Praise for Sarah Carson’s work:
Sarah Carson has an imaginative gift for transporting us within the nuances & netherworld of her hometown. I can’t imagine are more dead-eye illumination of the region—told with incredible wit & a rough-minded passion. Many might steer you from the town itself, but missing out on Buick City would be a decidedly wrong turn. I will gladly enjoy returning to these pages—and often. — Ben Hamper

Mercifully without glibness, derision or rancor, the sinewy poems in Buick City chronicle the petty crimes taking place outside love motels and flavored with instant cocoa; the heart of the culture found in the break room at the back of a 24-hour supermarket. Like Updike’s “A&P” retold by a Rust Belt girl born in 1984, Sarah Carson boldly goes where few poets dare—straight into a (Mid)Western consciousness redolent with pop rocks, black pepper, diet Coke and weed. I’m so grateful we have this desperate, hopeful, utterly American work. — Arielle Greenberg

Sarah Carson is the bard of the Flint, Michigan working class. Her poems sketch the lives of the workers in the post-manufacturing economy: the warehouse worker, the twenty-four hour store clerk—the jobs that survived after the living wages disappeared. She speaks for the blighted yet beautiful souls subject to twenty pallets of diet soda to unload, mandatory piss tests, loading dock romances, and HR legalese. The collection feels—as good poetry should—like the walls between one person and the next are very thin. — Frank Montesonti

An interesting interview with Sarah Carson in Belt Magazine
BELT: How do people respond when you say you’re from Flint?
Carson: Usually the response when I say I’m from Flint is kind of an Ohhh…
BELT: Like your dog died!
Carson: I used to buy into it and say, yeah, it’s pretty tough. But now I always tell people it’s not what they hear

“Buick City” by Sara Carson reviewed in Flint’s East Village Magazine “..bold dispatches from ruin, hope…”
“Buick City” by Sara Carson reviewed by Karen J Weyant
“Buick City” by Sara Carson reviewed in Rain Taxi (Volume 20, Number 3, Fall 2015 #79) (Penny Guisinger)
Sarah Carson is featured on Episode 33 of the Radio Free Albion Poetry Podcast with Tony Trigilio. The program is about 46 minutes long. You can find our archive of the show here

Perfectly Useful Front Lawns

We live now in a dream between who we are and what scares us.

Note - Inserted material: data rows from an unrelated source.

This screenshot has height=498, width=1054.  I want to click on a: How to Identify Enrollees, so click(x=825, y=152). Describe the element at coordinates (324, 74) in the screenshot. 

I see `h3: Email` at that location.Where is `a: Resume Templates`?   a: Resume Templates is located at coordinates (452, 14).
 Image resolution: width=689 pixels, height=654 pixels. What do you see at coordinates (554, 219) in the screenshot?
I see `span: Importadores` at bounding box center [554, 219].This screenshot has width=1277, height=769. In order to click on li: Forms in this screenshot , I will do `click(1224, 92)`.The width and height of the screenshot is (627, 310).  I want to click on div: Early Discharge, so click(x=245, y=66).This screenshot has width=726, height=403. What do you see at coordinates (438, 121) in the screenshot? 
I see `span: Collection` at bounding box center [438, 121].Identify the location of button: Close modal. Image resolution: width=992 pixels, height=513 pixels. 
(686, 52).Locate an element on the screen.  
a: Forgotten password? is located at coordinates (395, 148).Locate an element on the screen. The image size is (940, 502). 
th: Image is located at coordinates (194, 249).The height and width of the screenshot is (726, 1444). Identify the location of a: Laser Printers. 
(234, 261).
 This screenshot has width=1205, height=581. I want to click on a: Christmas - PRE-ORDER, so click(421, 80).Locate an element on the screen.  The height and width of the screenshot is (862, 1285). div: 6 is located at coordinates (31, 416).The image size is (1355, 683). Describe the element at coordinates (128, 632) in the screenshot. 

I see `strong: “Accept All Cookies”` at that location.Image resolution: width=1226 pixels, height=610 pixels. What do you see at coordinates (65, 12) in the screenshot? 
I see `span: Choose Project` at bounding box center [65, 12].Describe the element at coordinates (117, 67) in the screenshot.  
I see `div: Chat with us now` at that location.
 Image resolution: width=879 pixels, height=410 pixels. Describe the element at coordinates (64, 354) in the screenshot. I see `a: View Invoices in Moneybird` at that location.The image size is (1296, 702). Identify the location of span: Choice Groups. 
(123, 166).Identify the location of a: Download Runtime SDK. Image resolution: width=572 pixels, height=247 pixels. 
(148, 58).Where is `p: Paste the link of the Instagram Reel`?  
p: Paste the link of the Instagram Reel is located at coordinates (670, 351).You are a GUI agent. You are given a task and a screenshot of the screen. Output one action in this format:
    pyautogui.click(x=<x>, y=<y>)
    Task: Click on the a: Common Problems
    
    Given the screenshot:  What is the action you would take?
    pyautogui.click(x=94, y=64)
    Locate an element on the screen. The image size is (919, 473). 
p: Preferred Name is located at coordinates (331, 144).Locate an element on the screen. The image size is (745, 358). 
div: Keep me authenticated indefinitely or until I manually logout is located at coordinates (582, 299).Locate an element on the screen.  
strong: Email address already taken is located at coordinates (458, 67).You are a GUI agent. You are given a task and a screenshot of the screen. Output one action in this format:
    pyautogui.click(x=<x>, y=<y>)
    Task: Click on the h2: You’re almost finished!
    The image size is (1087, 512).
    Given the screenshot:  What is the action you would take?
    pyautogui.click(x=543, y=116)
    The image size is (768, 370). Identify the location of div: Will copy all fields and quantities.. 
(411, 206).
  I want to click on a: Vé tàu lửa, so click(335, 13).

We count weeks by how often Trenell changes her clothes, how many fights she starts with strangers on our lawn, not hers. We follow Chevrolet Avenue across where the river used to be, where someone once decided to float severed tree trunks, consequently built a town, built the houses we split our time in, always scrubbing, cleaning, repatching, begging Paul not to use his bong in the yard. At the Family Dollar, Mom says not to get the zebra striped microplush shorts, worried I’ll be confused for one of them, be dragged into one of their desperation scuffles that always end in fire. We sit on the porch and let them know we have not forgotten. We cheer the way the cops take notes on tiny sheets of paper. We drink from our tumblers; we send the dog out and we wait. We remember how there used to be all kinds of finished and polished endings. We tell passerbys how there used to be hockey and how there used to be baseball, that our uncles had lived by radio, by Detroit, by the Tigers, on their own, perfectly manicured, perfectly useful front lawns.


About Sarah Carson
Sarah Carson was born and raised in Michigan but now lives in Chicago where she works at a church. Her poetry and short stories have appeared in Cream City Review, Columbia Poetry Review, Diagram, Guernica, and the Nashville Review, among others. She is also the author of three chapbooks and the full-length collection: Poems in which You Die (Bat Cat Press). She blogs at sarahamycarson.com.